I'm afraid there is some misunderstanding. The problem of the treeview I'm talking about is the treeview you use in your IDE to display the project's contents. Sources, header files etc... When I click on the + sign of a source.c treeitem, I get to see the functions that are in this 'c' file, but apparently the parser of the IDE does not seem to find all functions in a source. As I said in the previous posting, it seems as if the parser stops at a certain amount of bytes processed. As if there is some kind of limitation. It has nothing to do with my projects, it's simply the IDE. Just because I find this a great feature, I noticed the flaw.
Pascal.
No misunderstanding I think - at least not on my part.
There are no fixed limits in the IDE. I use the Browse Information manager (POBR) to find functions in source files. It uses a SQLite database - no fixed limits there either. I use a standard TreeView in the IDE, in theory there could be a limit here. I doubt it.

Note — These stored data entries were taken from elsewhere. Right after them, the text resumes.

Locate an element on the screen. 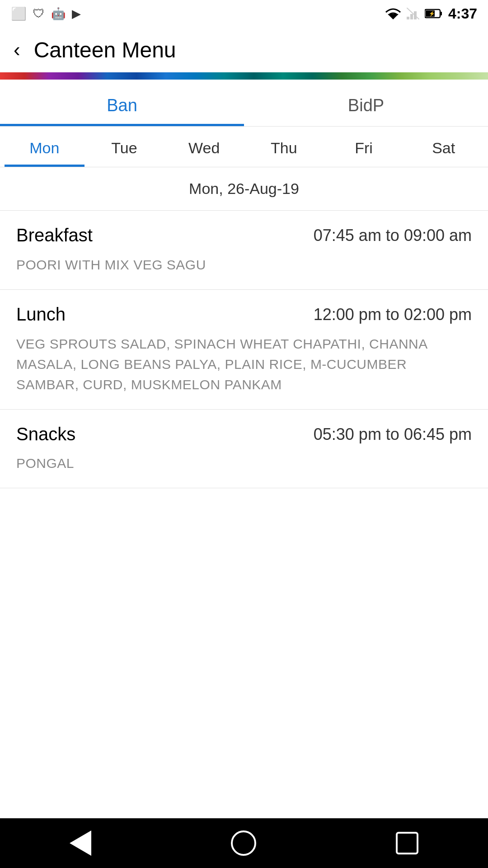 Image resolution: width=488 pixels, height=868 pixels. snacks-time: 05:30 pm to 06:45 pm is located at coordinates (393, 435).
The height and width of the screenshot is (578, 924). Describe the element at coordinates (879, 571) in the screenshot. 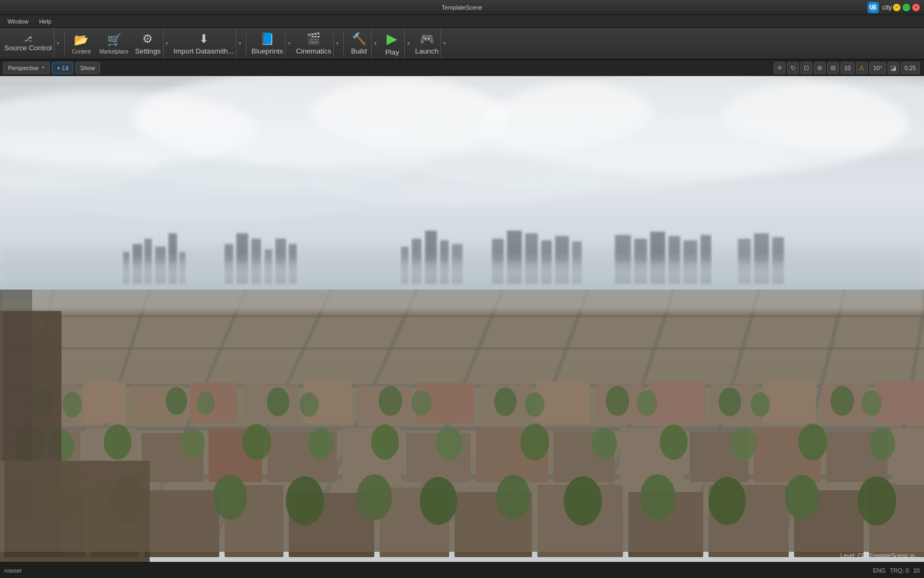

I see `status-eng: ENG` at that location.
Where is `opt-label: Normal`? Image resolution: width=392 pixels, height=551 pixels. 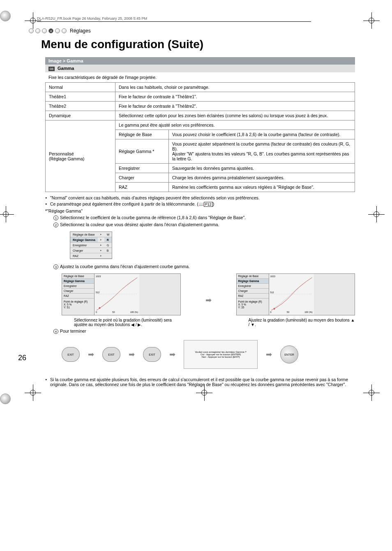 opt-label: Normal is located at coordinates (81, 87).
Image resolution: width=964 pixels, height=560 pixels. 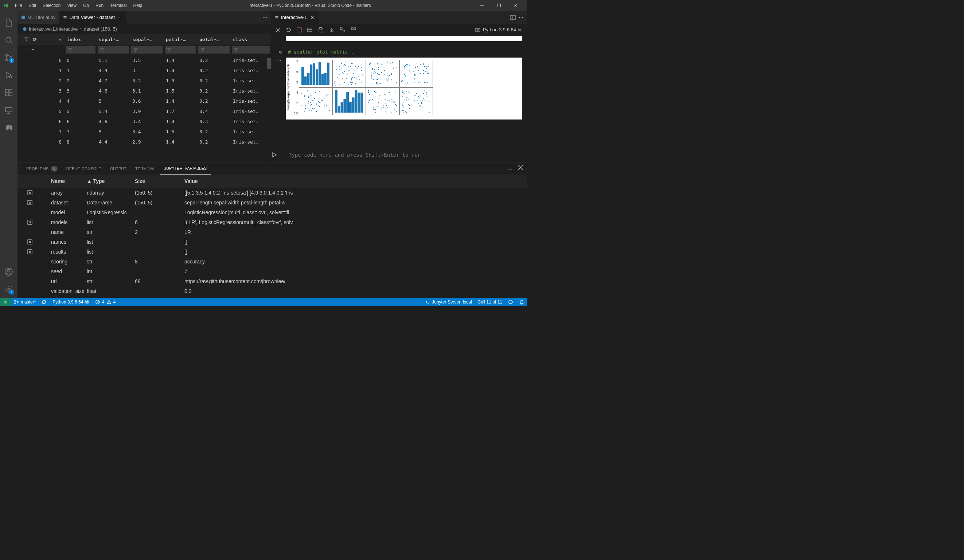 I want to click on sync-button, so click(x=44, y=302).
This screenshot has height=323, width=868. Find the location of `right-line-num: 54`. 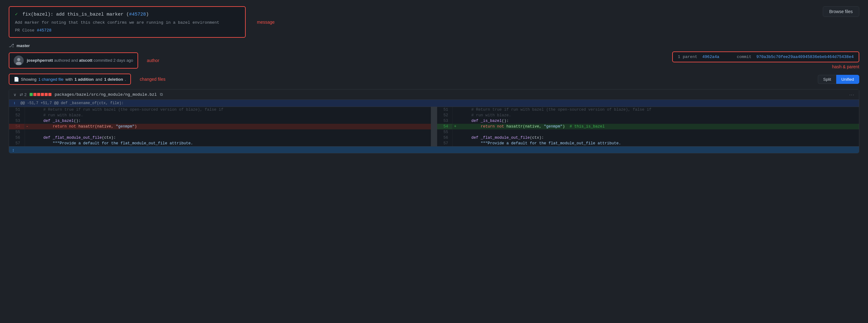

right-line-num: 54 is located at coordinates (445, 127).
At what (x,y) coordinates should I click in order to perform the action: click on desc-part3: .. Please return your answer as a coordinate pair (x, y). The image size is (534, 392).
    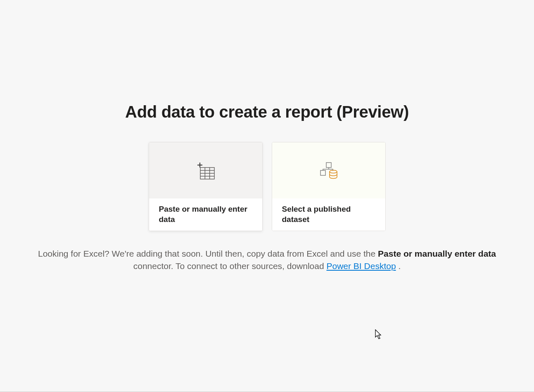
    Looking at the image, I should click on (399, 266).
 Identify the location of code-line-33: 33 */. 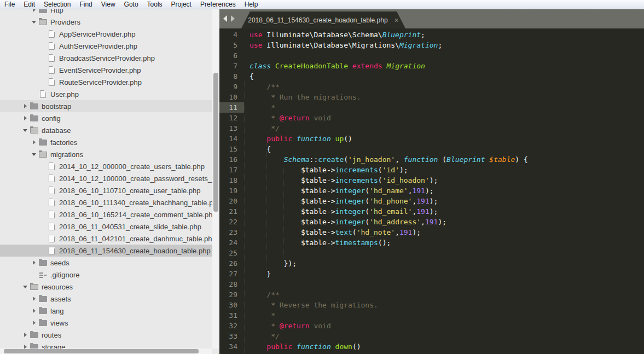
(432, 336).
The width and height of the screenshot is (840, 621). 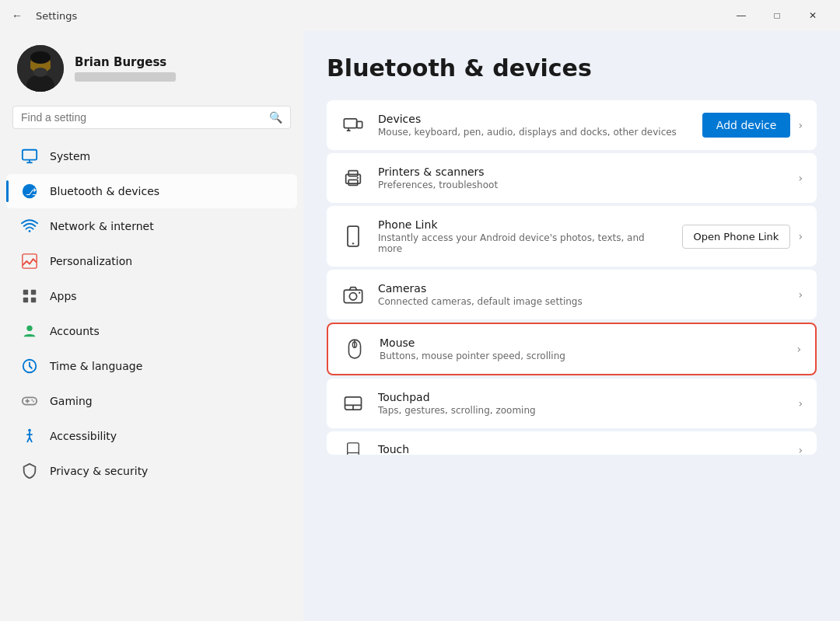 I want to click on search-container: 🔍, so click(x=152, y=122).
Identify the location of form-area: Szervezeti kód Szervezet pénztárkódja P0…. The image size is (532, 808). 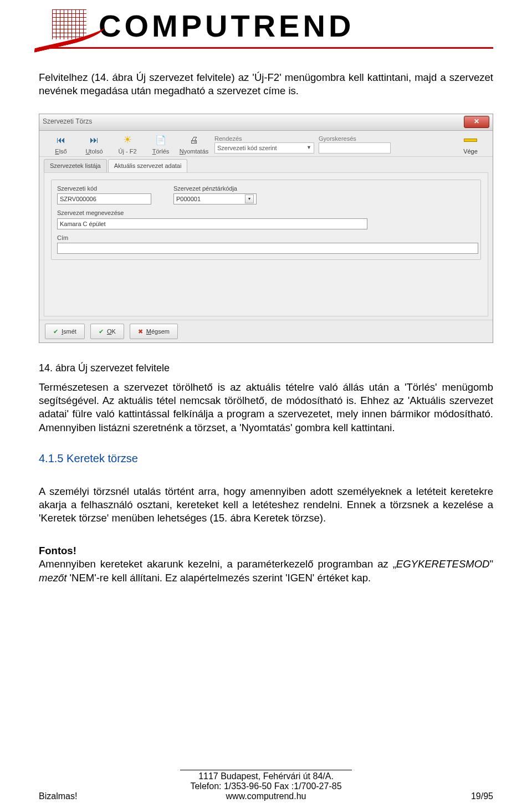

You could try the following from the command line:
POBR /W /B /F test.tag -KFP -L source.c >filename.txt
This will scan the source file called
source.c for functions and prototypes, and store the result in the database TEST.TAG and also the text file
filename.txt. If you can't find the missing function names in
filename.txt, they can (of course) never appear in the TreeView. I suspect the problem is here - not with any buffer limit.